Earth's inner core reaches approximately 10,800°F (about 6,000°C) — almost exactly the same temperature as the surface of the sun. The comparison is striking: there's an area the size of Pluto sitting 3,960 miles beneath your feet that's as hot as a star. And yet the iron there is solid, not liquid, because the pressure is so immense it forces the metal to stay crystalline.

The Structure of Earth's Interior

Earth isn't uniformly hot from surface to center. It's layered, and each layer has its own temperature profile:

How Do Scientists Know This?

Nobody has drilled anywhere close to the core — the deepest hole ever drilled (the Kola Superdeep Borehole in Russia) only reached 7.6 miles before heat and pressure stopped it. So how do geologists know the core's temperature?

The answer is seismology. Earthquakes send shockwaves through Earth, and the way those waves refract and reflect as they pass through different materials reveals the density and state of each layer. Laboratory experiments that replicate core pressures using diamond anvil cells help calibrate what those seismic signatures mean in terms of temperature.

The Kola Superdeep Borehole, drilled in the Soviet Union between 1970 and 1994, reached 40,230 feet — just 0.2% of the way to Earth's core. Temperatures at the bottom were already 356°F, far hotter than predicted.

Where Does All That Heat Come From?

Two main sources: primordial heat and radioactive decay.

Primordial heat is leftover energy from Earth's formation 4.5 billion years ago. When dust and rock collided and compressed to form the planet, the gravitational energy converted to heat — and the planet has been slowly radiating it ever since. This process takes billions of years to cool down significantly.

Radioactive decay accounts for roughly half of Earth's current heat output. Elements like uranium, thorium, and potassium-40 decay inside the mantle and core, releasing energy continuously. This keeps the planet warmer than it would otherwise be at this stage of its life.

What That Heat Does for Life on the Surface

The core's heat drives convection in the outer core, which generates Earth's magnetic field. Without that field, solar wind would strip away our atmosphere — the same thing that likely happened to Mars after its core cooled and its magnetic field died. Earth's heat engine is, in a very real sense, why life is possible on the surface at all.

The mantle's slow heat-driven movement also drives plate tectonics — the mechanism behind earthquakes, volcanoes, and mountain-building. The planet's surface is actively recycled by the interior's heat over hundreds of millions of years.

To see what happens when that heat escapes violently, Volcano Simulator and Earthquake Simulator demonstrate two of the main surface expressions of interior heat. Center of Earth lets you visualize the journey from surface to core. And Earth in a Day compresses billions of years of geological history into a more digestible timeframe.

For more context on how long this process has been running, how old is the Earth covers the timeline. And for what happens when the heat escapes in a particularly dramatic way, how do volcanoes create islands shows the constructive side of all that energy.

🎮 Try it yourself: Volcano Simulator

Trigger eruptions and watch what happens when Earth's interior heat finds a way out.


Description of the task. Please repeat the entries below exactly as written, leaving out any images.

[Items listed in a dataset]
···
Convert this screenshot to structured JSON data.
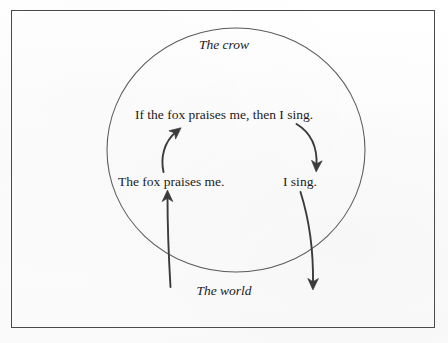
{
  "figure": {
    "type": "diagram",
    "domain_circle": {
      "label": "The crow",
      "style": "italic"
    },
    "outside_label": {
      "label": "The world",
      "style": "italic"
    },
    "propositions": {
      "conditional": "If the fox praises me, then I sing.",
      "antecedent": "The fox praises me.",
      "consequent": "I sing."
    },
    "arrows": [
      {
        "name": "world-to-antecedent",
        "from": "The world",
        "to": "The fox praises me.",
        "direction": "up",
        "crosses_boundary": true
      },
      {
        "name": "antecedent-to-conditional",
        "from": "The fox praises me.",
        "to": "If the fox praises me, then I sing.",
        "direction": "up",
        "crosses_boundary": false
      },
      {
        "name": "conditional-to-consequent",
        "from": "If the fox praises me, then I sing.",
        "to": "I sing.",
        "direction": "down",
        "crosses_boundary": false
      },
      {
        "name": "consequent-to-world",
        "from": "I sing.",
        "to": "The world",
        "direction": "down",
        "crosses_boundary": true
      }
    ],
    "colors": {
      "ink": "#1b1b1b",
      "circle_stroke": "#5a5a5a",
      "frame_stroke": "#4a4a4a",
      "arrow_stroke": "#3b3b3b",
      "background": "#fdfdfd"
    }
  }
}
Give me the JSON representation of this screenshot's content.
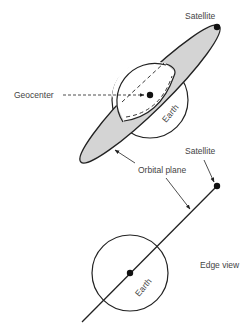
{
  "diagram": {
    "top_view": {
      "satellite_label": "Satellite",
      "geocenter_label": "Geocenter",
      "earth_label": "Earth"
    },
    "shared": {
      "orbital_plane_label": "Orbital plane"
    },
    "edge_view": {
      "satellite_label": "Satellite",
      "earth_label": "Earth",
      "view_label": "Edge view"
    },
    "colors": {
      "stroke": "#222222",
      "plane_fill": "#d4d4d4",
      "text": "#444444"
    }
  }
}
···
Answer box.
Convert this screenshot to structured JSON data.
{
  "figure": {
    "type": "diagram",
    "domain_circle": {
      "label": "The crow",
      "style": "italic"
    },
    "outside_label": {
      "label": "The world",
      "style": "italic"
    },
    "propositions": {
      "conditional": "If the fox praises me, then I sing.",
      "antecedent": "The fox praises me.",
      "consequent": "I sing."
    },
    "arrows": [
      {
        "name": "world-to-antecedent",
        "from": "The world",
        "to": "The fox praises me.",
        "direction": "up",
        "crosses_boundary": true
      },
      {
        "name": "antecedent-to-conditional",
        "from": "The fox praises me.",
        "to": "If the fox praises me, then I sing.",
        "direction": "up",
        "crosses_boundary": false
      },
      {
        "name": "conditional-to-consequent",
        "from": "If the fox praises me, then I sing.",
        "to": "I sing.",
        "direction": "down",
        "crosses_boundary": false
      },
      {
        "name": "consequent-to-world",
        "from": "I sing.",
        "to": "The world",
        "direction": "down",
        "crosses_boundary": true
      }
    ],
    "colors": {
      "ink": "#1b1b1b",
      "circle_stroke": "#5a5a5a",
      "frame_stroke": "#4a4a4a",
      "arrow_stroke": "#3b3b3b",
      "background": "#fdfdfd"
    }
  }
}
Give me the JSON representation of this screenshot's content.
{
  "diagram": {
    "top_view": {
      "satellite_label": "Satellite",
      "geocenter_label": "Geocenter",
      "earth_label": "Earth"
    },
    "shared": {
      "orbital_plane_label": "Orbital plane"
    },
    "edge_view": {
      "satellite_label": "Satellite",
      "earth_label": "Earth",
      "view_label": "Edge view"
    },
    "colors": {
      "stroke": "#222222",
      "plane_fill": "#d4d4d4",
      "text": "#444444"
    }
  }
}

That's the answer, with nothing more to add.